A few days into this strange saga and, despite the huge amount of coverage it has received, I think the significance of it has still not properly sunk in.
Jacqui Smith is sticking to her 'I knew nothing and am proud of it' line. Is she lying? Is she incompetent and didn't ask to be kept updated about a criminal investigation into her own department? Or is the Met out of control? None is a particularly comforting thought.
La Smith has been stressing how she respects the 'operational independence' of the police. This is a red herring. First, she is politically accountable for them, so she can't sidestep responsibility for what they do. Second, say the West Midlands police began an operation in the aftermath of a terrorist incident of swamping Muslim areas and using all available powers to stop, question and search Muslim youths, apparently indiscriminately, causing a huge upsurge in ethnic tension. Would she stand idly by and refuse to comment on the grounds that it was an operational matter? Of course not. It is right that Smith cannot say anything that would prejudice an ongoing police investigation. But that does not mean she has to enter into purdah on this matter. She can comment in general terms on the privileges of Parliament, on the circumstances in which anti-terror police officers should undertake searches, and so on, without prejudicing the police's inquiries.

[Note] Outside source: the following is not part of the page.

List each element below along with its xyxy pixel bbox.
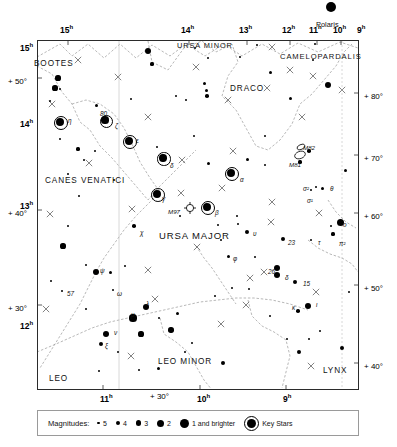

When the question is not 'who knew before?' but 'what was their response afterwards?' there is no comfort to be gained either. Only Harriet Harman seems to have found this disturbing, and God hep you when she is the conscience of your party. All the rest take refuge behind the old 'ongoing operational matter' shield. Phil Woolas on Friday went so far as to imply that the action that was taken happened because there is more to the story than we know about. Well, now we know there isn't. No security or intelligence information was involved, only material that was embarrassing to the Government. Woolas was not only refusing to express any disquiet at this extraordinary action, he was taking advantage of it to smear Green further.
Oh sorry, the police have let it be known that there is more to it. Green not only received leaks, he is being investigated for encouraging their making. Crumbs. In the language of the statement, Green is thought to have 'groomed' - 'groomed!' - the naive, innocent, boyish 26 year old civil servant at the heart of the inquiry. The dirty fuckin' old Tory!
If this incident wasn't politically directed, then it raises huge questions about the Met's judgment, and not just because of that extraordinary and inflammatory choice of verb. When the security alert level remains at severe, when Londoners are told to phone 999 only when the burglar is actually in the house, what do we make of an organisation that decides to tie up nine counter-terrorist officers for a day, along with all the back up and all the manpower needed to read and analyse all the private constituency correspondence that has been seized, in the course of an investigation into whether an obscure 18th century non-violent common law offence has been committed?
Bloggers have been in the forefront of those who claim that this is a genuinely authoritarian government, and the reactions of senior figures to this, more than anything else, illustrate why so many feel such disquiet. Labour have lost the instinct for liberty. Brown once gladly, brazenly accepted non-security sensitive leaks, and celebrated doing so as a vital part of the democratic process. Now he makes no comment in relation to a Member of Parliament being held for nine hours by anti-terrorist officers, and having his home searched, for doing the same thing.